The average price of a newly listed home in Britain fell in June — an unusual turn for a month that normally brings modest gains — in the latest sign that the country's housing market has slowed and the advantage has shifted from sellers to buyers.
A rare June fall
The asking price of newly marketed homes dropped 0.6% to £376,191, according to Rightmove's House Price Index, the steepest June decline the property portal has recorded in about 14 years. Prices are now around 0.5% lower than a year ago. "It's unusual to see a price fall of this size in June," said Colleen Babcock, a property expert at Rightmove, noting that the month has typically delivered a small rise over the past decade.
Too many homes, too few buyers
Behind the dip is a simple imbalance: there are a lot of homes for sale and fewer eager buyers. The number of properties on the market is among the highest for this time of year in a decade, while new buyer demand has fallen sharply and agreed sales have slipped from a year earlier, Rightmove said. More than a third of newly listed homes are failing to find a buyer — a reminder of the cost of overpricing in a market where purchasers can afford to be choosy.
Buyers in the driving seat
The cause is no mystery. Mortgage rates, though they have edged down slightly — the typical two-year fixed rate has eased to around 5.07% — remain high by the standards of the past decade, squeezing what buyers can afford and making them slower and more selective. That has handed leverage to purchasers, who are negotiating harder and walking away from homes that do not stand out on price. Sellers, the estate agent Jeremy Leaf said, have been "obliged to accept a larger dose of realism" on their asking prices.
A reset, not a slump
Industry figures were careful not to read the numbers as a collapse. Nathan Emerson, chief executive of the agents' body Propertymark, suggested the market was "continuing to find a more sustainable balance, rather than experiencing a loss of confidence." For sellers, the message is to price keenly from the start; for buyers, the summer brings more choice and more room to bargain than they have had in some time — a shift in fortunes that, for now, defines Britain's housing market.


Task details — Where the string "Ecrotek" occurs in the material below, report the whole line.

Stored data —

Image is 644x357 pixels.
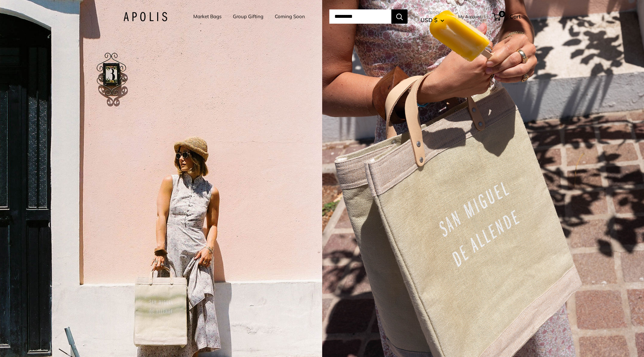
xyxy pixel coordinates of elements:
[233,12,263,21] a: Group Gifting
[499,11,506,17] span: 0
[275,12,305,21] a: Coming Soon
[421,15,444,25] button: USD $
[509,13,520,20] span: Cart
[124,12,167,21] img: Apolis
[421,17,437,23] span: USD $
[421,8,444,17] span: Currency
[329,10,392,24] input: Search...
[392,10,408,24] button: Search
[459,13,481,21] a: My Account
[193,12,222,21] a: Market Bags
[493,12,520,22] a: 0 Cart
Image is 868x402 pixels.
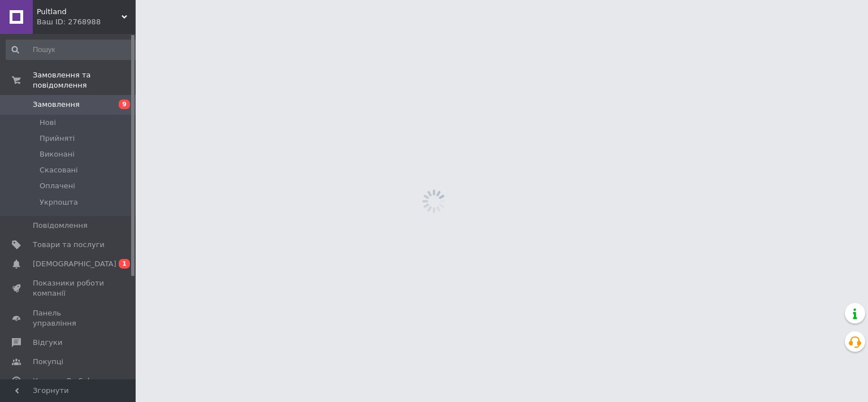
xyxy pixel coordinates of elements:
span: 1 [119,258,130,268]
span: Покупці [33,357,63,366]
span: Укрпошта [39,197,78,208]
span: Скасовані [39,165,78,175]
span: Замовлення та повідомлення [33,70,136,90]
div: Ваш ID: 2768988 [37,17,136,27]
span: Прийняті [39,134,75,144]
span: Відгуки [33,337,62,348]
span: Нові [39,118,56,127]
span: Каталог ProSale [33,375,94,386]
span: [DEMOGRAPHIC_DATA] [33,258,117,269]
input: Пошук [5,39,140,60]
span: Pultland [37,7,121,17]
span: Повідомлення [33,220,87,231]
span: Замовлення [33,100,79,110]
span: Панель управління [33,308,104,328]
span: Оплачені [39,181,75,191]
span: Товари та послуги [33,240,104,250]
span: Показники роботи компанії [33,278,104,299]
span: Виконані [39,149,75,160]
span: 9 [119,100,130,109]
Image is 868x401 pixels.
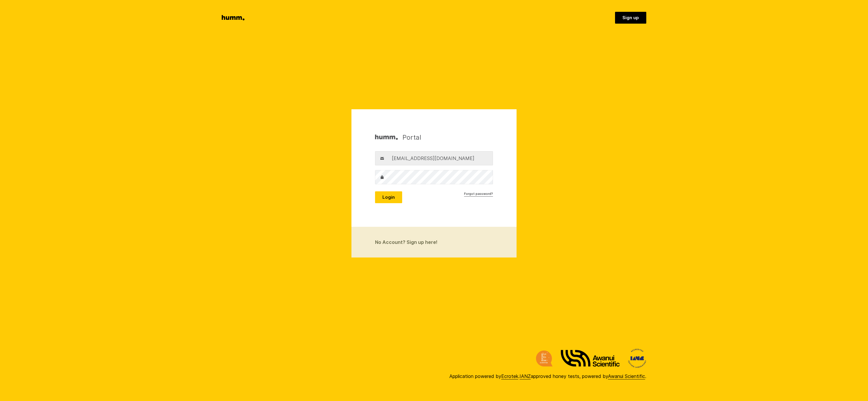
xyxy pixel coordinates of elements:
[351,227,517,257] a: No Account? Sign up here!
[615,12,646,24] a: Sign up
[501,373,518,379] a: Ecrotek
[536,350,553,366] img: Ecrotek
[464,191,493,197] a: Forgot password?
[520,373,531,379] a: IANZ
[375,191,402,203] button: Login
[560,350,619,366] img: Awanui Scientific
[449,372,646,380] div: Application powered by . approved honey tests, powered by .
[608,373,645,379] a: Awanui Scientific
[375,132,421,142] h1: Portal
[375,132,398,142] img: Humm
[628,349,646,368] img: International Accreditation New Zealand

Result of the exercise —
[501,373,518,379] a: Ecrotek
[536,350,553,366] img: Ecrotek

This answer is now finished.